We're very pleased to announce that MySQL Connect will next year take place from Monday September 29 to Thursday October 2, 2014, in San Francisco. And there will be a welcome reception on Sunday September 28 evening.

During the past 2 years we’ve run MySQL Connect during the weekend prior to Oracle OpenWorld, and we repeatedly got feedback that avoiding the weekend would be better. Well, this is now done! MySQL Connect will be fully aligned with Oracle OpenWorld. This will also enable us to have more room to schedule sessions across the 4 days and to be better integrated within Oracle OpenWorld overall, which was also part of the feedback we’ve got.

We will provide more details down the road but wanted to make sure you could save the dates and make your plans accordingly.

The Call for Papers will likely open in March, so start thinking about your topics now in order to submit them swiftly when it …

[Read more]
Seconds_Behind_Master fluctuating wildly? Check for events caught in a loop

Recently I was working with a customer where we noticed that Seconds_Behind_Master fluctuating from an expected value of 0 seconds behind to a fairly high six figure value.  The servers were configured in a master-master relationship and used 5 figure server_id values, and we had just migrated this cluster from one data centre to another by re-pointing masters.  Seeing large fluctuations in Seconds_Behind_Master can often be explained by long running queries being processed by the SQL_THREAD, however SHOW PROCESSLIST indicated that there were no long running replication events, and we had no other indication that the server was lagging  due to resource constraints — CPU, disk, and memory were under-utilized.

We then moved our investigation to manual review of the binary log where events appeared normal (5 digit server_id values) until every once in a while we would see a rash of server_id 21 events.. Wait, what?  I …

[Read more]
How to get the MySQL Community Team at Your Local Event

December is half way through the budget year for the MySQL Community Team and we carefully meter out our small budget to make the most effective use from it. But December is also the time when existing conferences start the tasks of preparing for next year and brave souls who have never been part of a conference start out from scratch to create a new show. The MySQL Community Team would love to help with your conference.

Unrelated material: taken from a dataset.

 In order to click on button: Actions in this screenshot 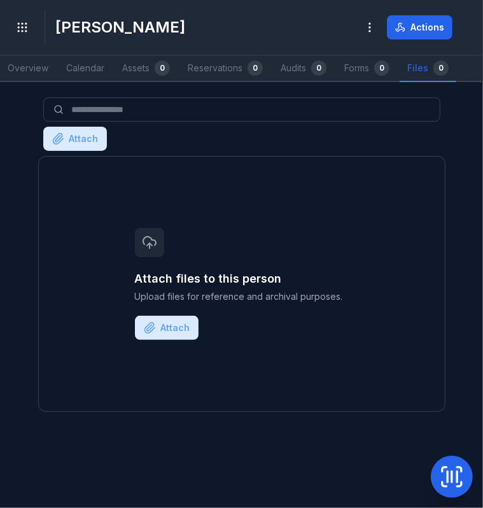, I will do `click(419, 27)`.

First we need to know about your conference. We do scour the announcement sites like callingallpapers.com and lanyrd.com but your show may have been inadvertently skipped. Tell us the dates, the location, how many people you are expecting, your target audience (PHP Developers, DBAs, left handed actuaries from the Pacific Rim), and what makes your show unique (at least for your area). We spread the word about shows to …

[Read more]
Quick and dirty concurrent operations from the shell

Let’s say that you want to measure something in your database, and for that you need several operations to happen in parallel. If you have a capable programming language at your disposal (Perl, Python, Ruby, PHP, or Java would fit the bill) you can code a test that sends several transactions in parallel.

But if all you have is the shell and the mysql client, things can be trickier. Today I needed such a parallel result, and I only had mysql and bash to accomplish the task.

In the shell, it’s easy to run a loop:

for N in $(seq 1 10)
do
mysql -h host1 -e "insert into sometable values($N)"
done

But this does run queries sequentially, and each session will open and close before the next one starts. Therefore there is no concurrency at all.
Then I thought that the method for parallel execution in the shell is to run things in the background, and then collect the results. …

[Read more]
One more InnoDB gap lock to avoid

While troubleshooting deadlocks for a customer, I came around an interesting situation involving InnoDB gap locks. For a non-INSERT write operation where the WHERE clause does not match any row, I expected there should’ve been no locks to be held by the transaction, but I was wrong. Let’s take a look at this table and and example UPDATE.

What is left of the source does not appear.